## WHAT YOU HAVE TO DO
Please return only the lines from the one showing "Image resolution: width=868" to the end of the entries, keeping both ends and dropping every picture.

—————

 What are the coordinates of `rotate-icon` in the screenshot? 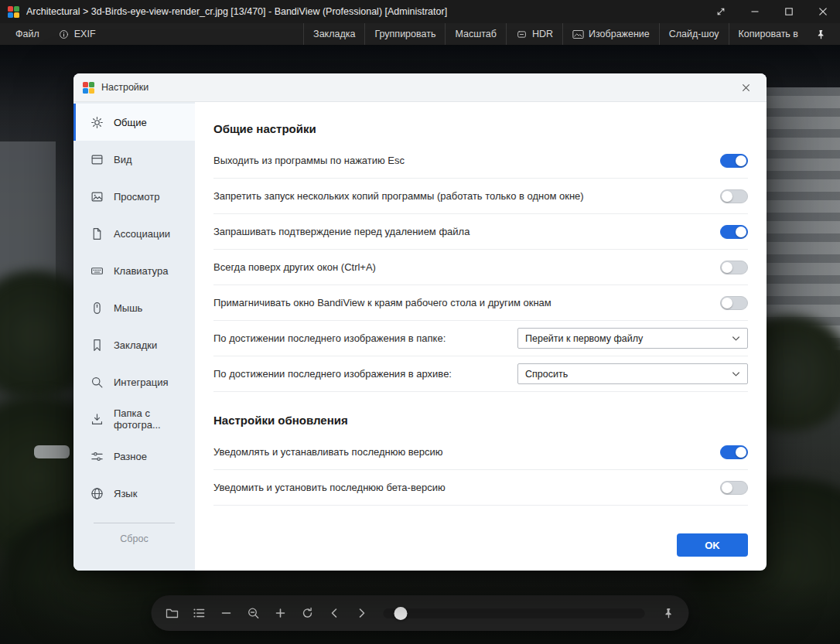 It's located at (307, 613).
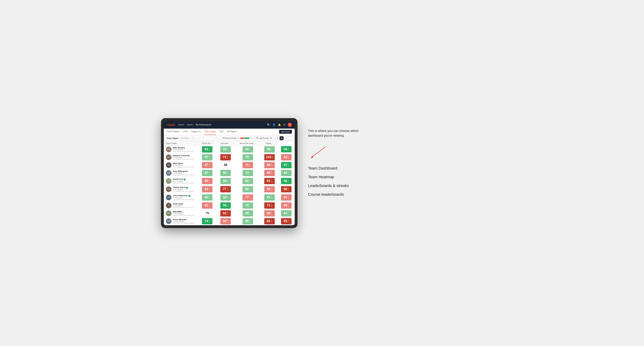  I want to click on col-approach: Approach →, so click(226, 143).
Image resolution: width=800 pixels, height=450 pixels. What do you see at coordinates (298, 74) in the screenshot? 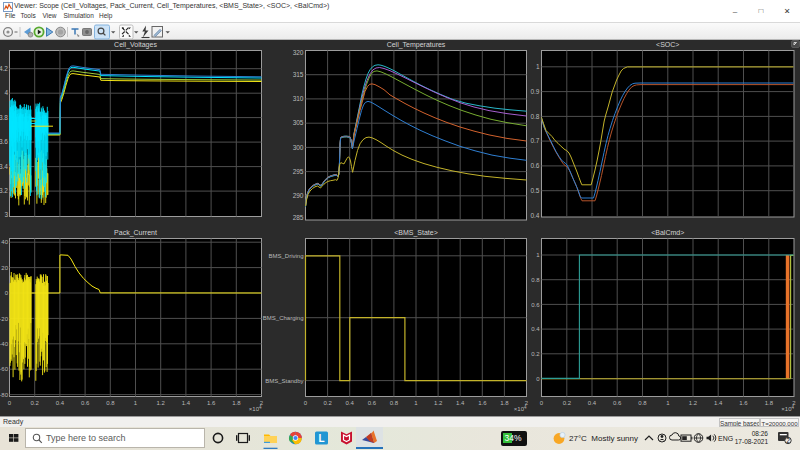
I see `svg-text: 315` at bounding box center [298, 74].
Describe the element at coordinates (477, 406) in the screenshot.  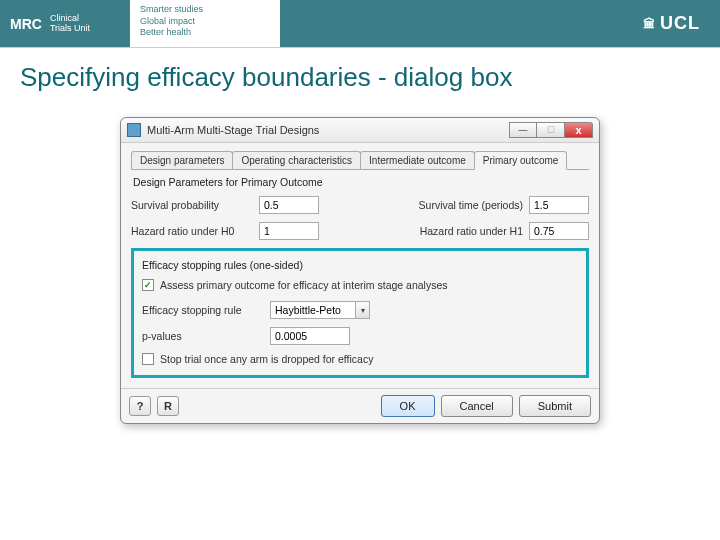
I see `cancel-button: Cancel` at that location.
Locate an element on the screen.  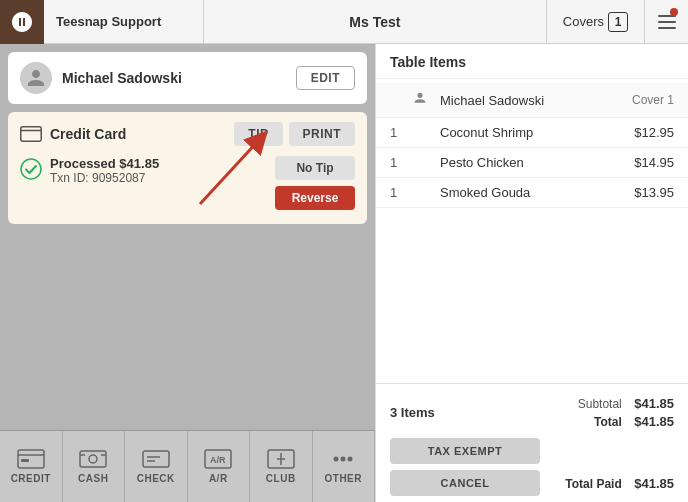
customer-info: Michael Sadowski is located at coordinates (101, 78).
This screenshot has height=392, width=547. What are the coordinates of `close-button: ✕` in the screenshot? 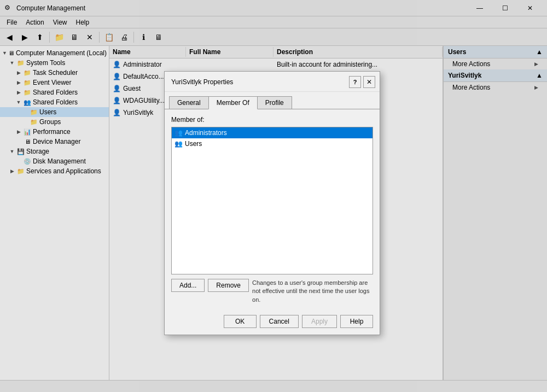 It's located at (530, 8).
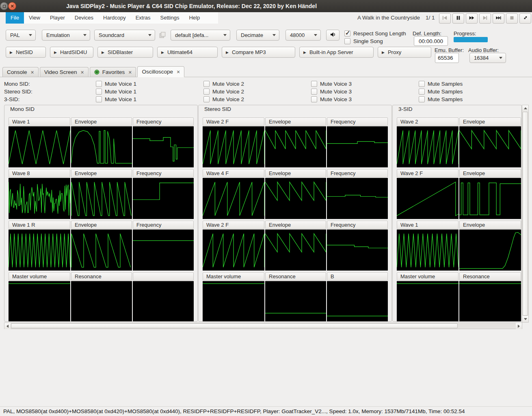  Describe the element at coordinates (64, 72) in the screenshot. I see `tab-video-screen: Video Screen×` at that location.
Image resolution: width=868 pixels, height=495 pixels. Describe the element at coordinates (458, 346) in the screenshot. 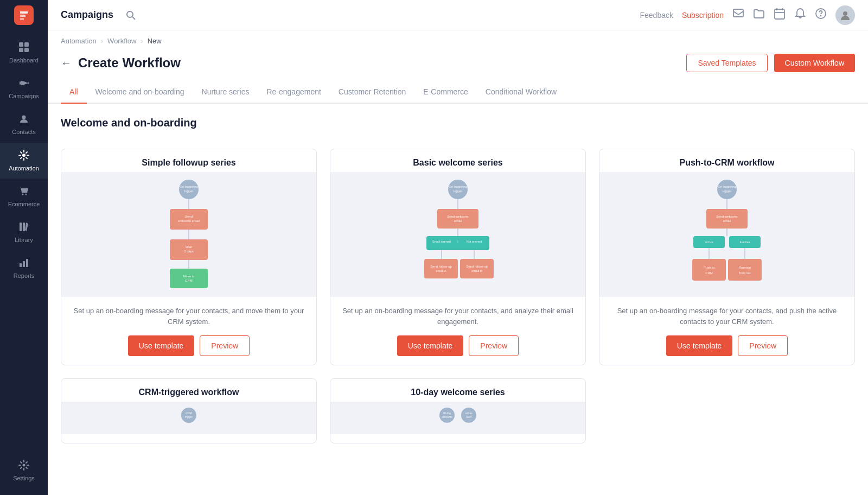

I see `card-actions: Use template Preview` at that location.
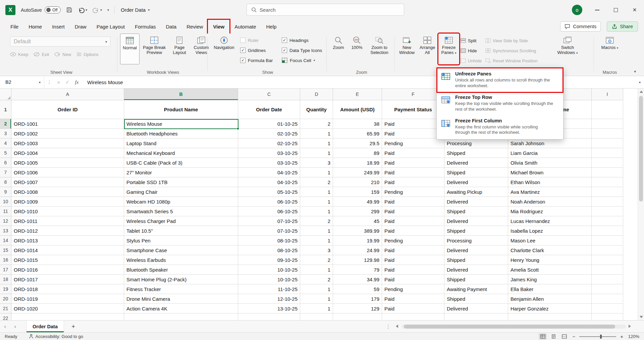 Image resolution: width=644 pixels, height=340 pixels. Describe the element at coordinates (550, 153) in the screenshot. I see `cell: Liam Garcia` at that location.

—————

## RESULT
Image resolution: width=868 pixels, height=495 pixels. Describe the element at coordinates (458, 346) in the screenshot. 

I see `card-actions: Use template Preview` at that location.
 Image resolution: width=644 pixels, height=340 pixels. Describe the element at coordinates (550, 153) in the screenshot. I see `cell: Liam Garcia` at that location.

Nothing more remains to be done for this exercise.